Drug-Testing Concerns In International Boxing During The Age Of COVID-19

Will Mahan, Sports Editor

The COVID-19 pandemic has had an enormous impact on institutional and personal norms. For many of us, it has halted our ability to travel, see loved ones, and go to work. However, one of the most underreported side effects of the pandemic has been its effect on drug-testing in professional boxing. According to the President of the World Boxing Council, Mauricio Sulaiman, the Pandemic has greatly shifted the priorities of promoters involved in competitive boxing. “With the lack of activity and more expenses on COVID testing during the last year, maybe [promoters] looked at anti-doping as an aside and not a priority,” Sulaiman stated.

Regardless of the causes, the issue of doping still remains highly relevant in professional boxing. Delays in initiating post-fight urine tests for fighters have led to increased fear of serious injury occurring if a chemically-enhanced fighter lands powerful blows to their opponent’s head.

Although the World Boxing Council’s Clean Boxing Program requires their top-15 fighters across a whopping eighteen weight classes to enroll in drug-testing protocol and the annual testing budget remains at a sum of $120,000, the program only has approximately 75 tests that can be completed annually. According to Judd Burnstein, an attorney who has successfully negotiated drug-testing agreements for Oscar De La Hoya and Shane Mosley, sorting out the financials of increasing drug tests is the next step in stopping drug abuse in professional wrestling. “The issue is figuring out how to pay for it — whether it’s an extra sanctioning fee, establishing a revenue split off the top or making the headliners responsible for everyone in the event,” Burnstein stated. “In the end, the only way it’s going to work is to figure out what it’s going to cost and then impose a separate tariff to pay for the right independent testing company that establishes a uniform testing regimen.”

While the solution to the issue may seem to be an easy financial fix, many promoters are concerned about taking on even more on top of the cost of adhering to COVID-19 public health restrictions. Two major promoters Top Rank and PBC have even spent an astonishing $200,000 to $700,000 per fight due to the costs of setting up COVID-19 bubbles. The costs of setting up one of these bubbles for a single boxing match is estimated to be at least two times more expensive than the $120,000 price tag on the WBC’s Clean Boxing Program’s testing budget.

 

Top Rank Chairman Bob Arum, who staged nearly 40 shows on ESPN platforms during the COVID-19 pandemic, discussed the extreme expenses involved in putting on these fights under current conditions, “we didn’t reduce any fighter’s minimum pay, we weren’t getting a  f**king nickel from the gate and we had to [pay for] the whole rigamarole of feeding and [assisting] fighters, staff and commission personnel, while paying rent for the convention center. It was an enormous expense,” Arum stated.

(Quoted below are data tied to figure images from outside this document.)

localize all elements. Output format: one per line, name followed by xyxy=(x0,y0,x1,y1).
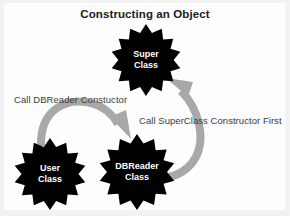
node-user-class-line2: Class xyxy=(38,174,62,185)
node-dbreader-class-line2: Class xyxy=(125,172,149,183)
node-dbreader-class-line1: DBReader xyxy=(115,161,159,172)
node-user-class-line1: User xyxy=(40,163,60,174)
constructing-an-object-diagram: Constructing an Object Super Class User … xyxy=(0,0,290,216)
arrow-user-to-dbreader xyxy=(41,102,131,146)
arrow-label-dbreader-to-super: Call SuperClass Constructor First xyxy=(139,115,282,126)
node-super-class-line1: Super xyxy=(133,49,159,60)
arrow-label-user-to-dbreader: Call DBReader Constuctor xyxy=(14,94,127,105)
node-super-class-line2: Class xyxy=(134,60,158,71)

As the COVID-19 pandemic restrictions start to hopefully subside over the next few months, eager eyes will be set on the issue of doping in professional boxing. While the pandemic has created a variety of problems and complexities towards solving this issue, the hope remains that this problem can be swiftly dealt with after restrictions and excessive costs start to wane. “It’s a fact that cheating often happens at the highest level,” Sulaiman said. According to Sulaiman, the potential for addressing this issue lives outside of the ring just as much as it does inside of it. “We can grow the [testing] program even more because out-of-competition testing ensures the least amount of cheating,” Sulaiman stated.

Regardless of what comes next, one fact remains ever-certain for the future of boxing:  anti-doping efforts will remain a looming focus in the future of professional boxing and public policy as we continue into the 21st century.